I've been building Chorus, a multi-agent system with a different approach than the typical role-based agents (AutoGen, CrewAI, etc.).
The core idea: instead of giving agents "roles" (researcher, critic, writer), each agent reasons through an epistemological framework – a set of rules about what counts as valid knowledge, what questions to ask, and what reasoning moves are allowed/forbidden.
When you run a debate, frameworks with incompatible validity tests are forced to collide. A "Metric" agent (everything must be quantifiable) arguing with a "Storyteller" agent (context and lived experience matter) creates productive tension that surfaces trade-offs a single perspective would miss.
The interesting part: the system can detect when agents synthesize something that doesn't fit any existing framework – and extract it as a new "emergent framework." I've got 33 of these now, discovered through debates, not designed by me. Whether these are genuinely novel epistemologies or sophisticated pattern matching is an open question I'm still investigating.
What it's not: consensus-seeking, voting, or "let's all agree." The goal is structured disagreement that produces insights.
Built with: Node.js backend, vanilla JS frontend, multiple LLM providers (Claude, GPT-4, Gemini, Mistral).
Live for waitlist signup at: https://chorusai.replit.app/
-I'll send a beta code to the email used for sign up
Feedback wanted: Is "epistemological frameworks" meaningfully different from good prompt engineering? Would love HN's honest take on whether this is genuine innovation or dressed-up multi-agent chat.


## PROBLEM DESCRIPTION:
From the first line to the last, reproduce the records exactly.

━━━ PROVIDED DATA

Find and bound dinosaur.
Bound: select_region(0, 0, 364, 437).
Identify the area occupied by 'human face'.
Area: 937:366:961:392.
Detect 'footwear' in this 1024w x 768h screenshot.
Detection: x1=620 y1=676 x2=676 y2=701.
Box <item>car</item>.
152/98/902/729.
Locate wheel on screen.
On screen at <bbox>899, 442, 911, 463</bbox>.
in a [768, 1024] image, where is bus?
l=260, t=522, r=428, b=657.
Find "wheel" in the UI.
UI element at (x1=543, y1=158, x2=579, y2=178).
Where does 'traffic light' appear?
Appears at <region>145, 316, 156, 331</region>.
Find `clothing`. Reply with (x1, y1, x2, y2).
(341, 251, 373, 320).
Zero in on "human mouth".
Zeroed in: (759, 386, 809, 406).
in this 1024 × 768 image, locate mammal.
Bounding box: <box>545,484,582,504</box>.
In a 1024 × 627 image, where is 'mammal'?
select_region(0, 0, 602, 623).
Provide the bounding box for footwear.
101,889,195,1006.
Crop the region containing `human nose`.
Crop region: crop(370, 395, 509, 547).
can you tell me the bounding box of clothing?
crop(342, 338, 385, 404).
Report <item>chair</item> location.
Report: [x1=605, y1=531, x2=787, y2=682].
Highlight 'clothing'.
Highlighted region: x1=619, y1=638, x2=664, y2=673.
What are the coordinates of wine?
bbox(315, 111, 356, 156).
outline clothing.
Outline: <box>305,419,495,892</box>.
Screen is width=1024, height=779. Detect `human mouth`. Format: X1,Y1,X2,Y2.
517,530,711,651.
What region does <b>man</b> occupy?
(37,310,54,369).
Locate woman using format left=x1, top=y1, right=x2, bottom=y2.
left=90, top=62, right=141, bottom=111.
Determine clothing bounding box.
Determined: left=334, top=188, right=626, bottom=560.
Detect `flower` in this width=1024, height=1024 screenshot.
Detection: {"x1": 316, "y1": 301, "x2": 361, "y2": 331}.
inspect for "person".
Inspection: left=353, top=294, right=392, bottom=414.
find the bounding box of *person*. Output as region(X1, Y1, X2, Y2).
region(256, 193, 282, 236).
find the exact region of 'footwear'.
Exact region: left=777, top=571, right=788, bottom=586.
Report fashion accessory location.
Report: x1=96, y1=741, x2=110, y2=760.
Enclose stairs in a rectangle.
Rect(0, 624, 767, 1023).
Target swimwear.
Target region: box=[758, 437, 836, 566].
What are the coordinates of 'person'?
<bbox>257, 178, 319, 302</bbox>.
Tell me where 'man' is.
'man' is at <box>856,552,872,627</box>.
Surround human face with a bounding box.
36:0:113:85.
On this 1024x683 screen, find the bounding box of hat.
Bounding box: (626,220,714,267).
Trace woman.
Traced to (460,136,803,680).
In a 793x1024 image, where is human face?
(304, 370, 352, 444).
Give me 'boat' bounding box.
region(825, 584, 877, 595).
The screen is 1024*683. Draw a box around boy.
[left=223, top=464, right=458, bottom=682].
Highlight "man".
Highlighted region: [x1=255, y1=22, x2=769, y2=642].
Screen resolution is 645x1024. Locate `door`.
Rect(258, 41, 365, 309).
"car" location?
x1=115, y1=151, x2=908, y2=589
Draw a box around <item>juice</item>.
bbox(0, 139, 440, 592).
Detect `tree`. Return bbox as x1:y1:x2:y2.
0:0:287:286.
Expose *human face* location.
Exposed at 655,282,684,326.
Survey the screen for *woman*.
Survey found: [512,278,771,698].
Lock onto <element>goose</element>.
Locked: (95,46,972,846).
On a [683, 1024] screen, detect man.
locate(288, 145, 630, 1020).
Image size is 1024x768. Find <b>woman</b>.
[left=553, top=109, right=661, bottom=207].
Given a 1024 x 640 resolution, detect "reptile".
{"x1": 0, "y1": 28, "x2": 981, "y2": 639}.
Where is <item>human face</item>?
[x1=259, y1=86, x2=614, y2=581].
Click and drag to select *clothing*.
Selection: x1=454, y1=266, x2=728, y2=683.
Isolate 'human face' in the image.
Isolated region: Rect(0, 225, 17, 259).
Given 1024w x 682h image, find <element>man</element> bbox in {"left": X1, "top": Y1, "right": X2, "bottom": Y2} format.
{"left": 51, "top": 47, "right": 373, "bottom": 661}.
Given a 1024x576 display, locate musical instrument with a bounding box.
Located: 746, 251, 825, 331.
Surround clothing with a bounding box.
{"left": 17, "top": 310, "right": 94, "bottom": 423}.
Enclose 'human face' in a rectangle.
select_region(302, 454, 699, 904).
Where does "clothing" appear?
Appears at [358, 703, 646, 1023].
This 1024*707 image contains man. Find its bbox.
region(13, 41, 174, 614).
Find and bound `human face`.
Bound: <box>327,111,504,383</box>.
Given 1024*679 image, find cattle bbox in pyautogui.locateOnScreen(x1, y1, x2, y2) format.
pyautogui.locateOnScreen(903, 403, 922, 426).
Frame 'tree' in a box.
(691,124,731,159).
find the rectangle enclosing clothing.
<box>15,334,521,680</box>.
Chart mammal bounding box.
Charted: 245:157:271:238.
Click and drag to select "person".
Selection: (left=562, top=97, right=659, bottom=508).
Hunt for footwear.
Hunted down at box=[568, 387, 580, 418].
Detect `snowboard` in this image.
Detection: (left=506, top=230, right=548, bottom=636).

━━━━━━

## ANSWER TO THE EXERCISE:
Find and bound dinosaur.
Bound: select_region(0, 0, 364, 437).
Identify the area occupied by 'human face'.
Area: 937:366:961:392.
Detect 'footwear' in this 1024w x 768h screenshot.
Detection: x1=620 y1=676 x2=676 y2=701.
Box <item>car</item>.
152/98/902/729.
Locate wheel on screen.
On screen at <bbox>899, 442, 911, 463</bbox>.
in a [768, 1024] image, where is bus?
l=260, t=522, r=428, b=657.
Find "wheel" in the UI.
UI element at (x1=543, y1=158, x2=579, y2=178).
Where does 'traffic light' appear?
Appears at <region>145, 316, 156, 331</region>.
Find `clothing`. Reply with (x1, y1, x2, y2).
(341, 251, 373, 320).
Zero in on "human mouth".
Zeroed in: (759, 386, 809, 406).
in this 1024 × 768 image, locate mammal.
Bounding box: <box>545,484,582,504</box>.
In a 1024 × 627 image, where is 'mammal'?
select_region(0, 0, 602, 623).
Provide the bounding box for footwear.
101,889,195,1006.
Crop the region containing `human nose`.
Crop region: crop(370, 395, 509, 547).
can you tell me the bounding box of clothing?
crop(342, 338, 385, 404).
Report <item>chair</item> location.
Report: [x1=605, y1=531, x2=787, y2=682].
Highlight 'clothing'.
Highlighted region: x1=619, y1=638, x2=664, y2=673.
What are the coordinates of wine?
bbox(315, 111, 356, 156).
outline clothing.
Outline: <box>305,419,495,892</box>.
Screen is width=1024, height=779. Detect `human mouth`. Format: X1,Y1,X2,Y2.
517,530,711,651.
What region does <b>man</b> occupy?
(37,310,54,369).
Locate woman using format left=x1, top=y1, right=x2, bottom=y2.
left=90, top=62, right=141, bottom=111.
Determine clothing bounding box.
Determined: left=334, top=188, right=626, bottom=560.
Detect `flower` in this width=1024, height=1024 screenshot.
Detection: {"x1": 316, "y1": 301, "x2": 361, "y2": 331}.
inspect for "person".
Inspection: left=353, top=294, right=392, bottom=414.
find the bounding box of *person*. Output as region(X1, Y1, X2, Y2).
region(256, 193, 282, 236).
find the exact region of 'footwear'.
Exact region: left=777, top=571, right=788, bottom=586.
Report fashion accessory location.
Report: x1=96, y1=741, x2=110, y2=760.
Enclose stairs in a rectangle.
Rect(0, 624, 767, 1023).
Target swimwear.
Target region: box=[758, 437, 836, 566].
What are the coordinates of 'person'?
<bbox>257, 178, 319, 302</bbox>.
Tell me where 'man' is.
'man' is at <box>856,552,872,627</box>.
Surround human face with a bounding box.
36:0:113:85.
On this 1024x683 screen, find the bounding box of hat.
Bounding box: (626,220,714,267).
Trace woman.
Traced to (460,136,803,680).
In a 793x1024 image, where is human face?
(304, 370, 352, 444).
Give me 'boat' bounding box.
region(825, 584, 877, 595).
The screen is 1024*683. Draw a box around boy.
[left=223, top=464, right=458, bottom=682].
Highlight "man".
Highlighted region: [x1=255, y1=22, x2=769, y2=642].
Screen resolution is 645x1024. Locate `door`.
Rect(258, 41, 365, 309).
"car" location?
x1=115, y1=151, x2=908, y2=589
Draw a box around <item>juice</item>.
bbox(0, 139, 440, 592).
Detect `tree`. Return bbox as x1:y1:x2:y2.
0:0:287:286.
Expose *human face* location.
Exposed at 655,282,684,326.
Survey the screen for *woman*.
Survey found: [512,278,771,698].
Lock onto <element>goose</element>.
Locked: (95,46,972,846).
On a [683, 1024] screen, detect man.
locate(288, 145, 630, 1020).
Image size is 1024x768. Find <b>woman</b>.
[left=553, top=109, right=661, bottom=207].
Given a 1024 x 640 resolution, detect "reptile".
{"x1": 0, "y1": 28, "x2": 981, "y2": 639}.
Where is <item>human face</item>?
[x1=259, y1=86, x2=614, y2=581].
Click and drag to select *clothing*.
Selection: x1=454, y1=266, x2=728, y2=683.
Isolate 'human face' in the image.
Isolated region: Rect(0, 225, 17, 259).
Given 1024w x 682h image, find <element>man</element> bbox in {"left": X1, "top": Y1, "right": X2, "bottom": Y2} format.
{"left": 51, "top": 47, "right": 373, "bottom": 661}.
Given a 1024x576 display, locate musical instrument with a bounding box.
Located: 746, 251, 825, 331.
Surround clothing with a bounding box.
{"left": 17, "top": 310, "right": 94, "bottom": 423}.
Enclose 'human face' in a rectangle.
select_region(302, 454, 699, 904).
Where does "clothing" appear?
Appears at [358, 703, 646, 1023].
This 1024*707 image contains man. Find its bbox.
region(13, 41, 174, 614).
Find and bound `human face`.
Bound: <box>327,111,504,383</box>.
Given 1024*679 image, find cattle bbox in pyautogui.locateOnScreen(x1, y1, x2, y2) format.
pyautogui.locateOnScreen(903, 403, 922, 426).
Frame 'tree' in a box.
(691,124,731,159).
find the rectangle enclosing clothing.
<box>15,334,521,680</box>.
Chart mammal bounding box.
Charted: 245:157:271:238.
Click and drag to select "person".
Selection: (left=562, top=97, right=659, bottom=508).
Hunt for footwear.
Hunted down at box=[568, 387, 580, 418].
Detect `snowboard` in this image.
Detection: (left=506, top=230, right=548, bottom=636).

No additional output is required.